Between 1978 and 1980, the small-town rugby club Rugby Frascati became an unlikely yet significant part of Italian sportswear history. In this short period, the team was outfitted by the bold and forward-thinking brand Pouchain, already known for revolutionizing football aesthetics with AS Roma and SS Lazio. But what makes this collaboration truly remarkable is not just that a rugby club had a technical sponsor—rare for the time—but that its kit design directly borrowed from one of the most iconic football shirts ever made: the red AS Roma shirt designed by Pouchain in 1978.
This cross-sport design choice, combined with an unusual branding decision—the full name “Pouchain” printed across the chest instead of the stylized “P”—made Frascati’s kit both a visual outlier and a unique artifact in the evolution of Italian rugby.
Rugby Frascati in the late 1970s
Founded in 1949, Rugby Frascati (now CUS Frascati Rugby 1949) had developed a strong local identity and produced several national-level players. Located just outside Rome, the club balanced grassroots passion with a semi-professional structure.
In the late 1970s, rugby in Italy was still largely amateur, and clubs often wore generic, unbranded kits, usually produced by local tailors or repurposed from other sports. Sponsorship in rugby was almost unheard of. It is in this context that the partnership with Pouchain stands out as remarkably modern—and somewhat audacious.
Pouchain’s intent: Beyond football
Pouchain had already made waves in Serie A football with its design-forward, logo-branded shirts. Its move into rugby, a sport with different cultural values and less commercial visibility, suggests a deliberate attempt to diversify and legitimize its presence across Italian sport.

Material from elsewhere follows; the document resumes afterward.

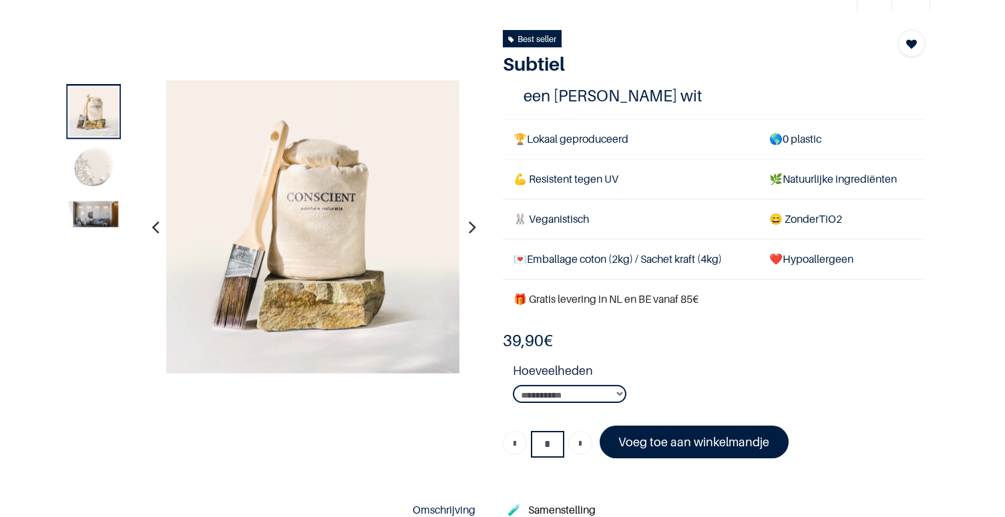  Describe the element at coordinates (551, 219) in the screenshot. I see `span: 🐰 Veganistisch` at that location.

For Pouchain, outfitting a club like Frascati may have been both a regional loyalty move (given the club’s proximity to Rome) and a test case for expanding into rugby equipment and apparel—a segment dominated at the time by British and French brands abroad.
The kit design: Tradition meets style
The Rugby Frascati kit designed by Pouchain was essentially a direct adaptation of AS Roma’s 1979 red third shirt. It featured:
- A deep bordeaux red body.
- Horizontal yellow and orange bands across the chest and shoulders—borrowed from the Roma design language.
- White cuffs and collar, adding contrast and structure.
But the most notable change was the branding: instead of the small, minimalistic “P” logo used on Roma and Lazio shirts, the Frascati kit bore the full word “POUCHAIN” across the chest in bold block lettering. This made the branding unmistakable, aligning more with modern merchandising than with rugby’s traditional understatement.
It may have been the first Italian rugby shirt to feature such prominent commercial identification.
Cultural and aesthetic impact
To purists, the shirt may have looked like a football cast-off. But to many others—especially in Lazio’s sporting circles—it was a sign of modernization. The shirt was high quality, visually striking, and completely different from what other rugby clubs were wearing in Serie B or C.
For the players and fans of Frascati, the shirt helped project a new level of professionalism and identity, even if the club remained amateur in structure.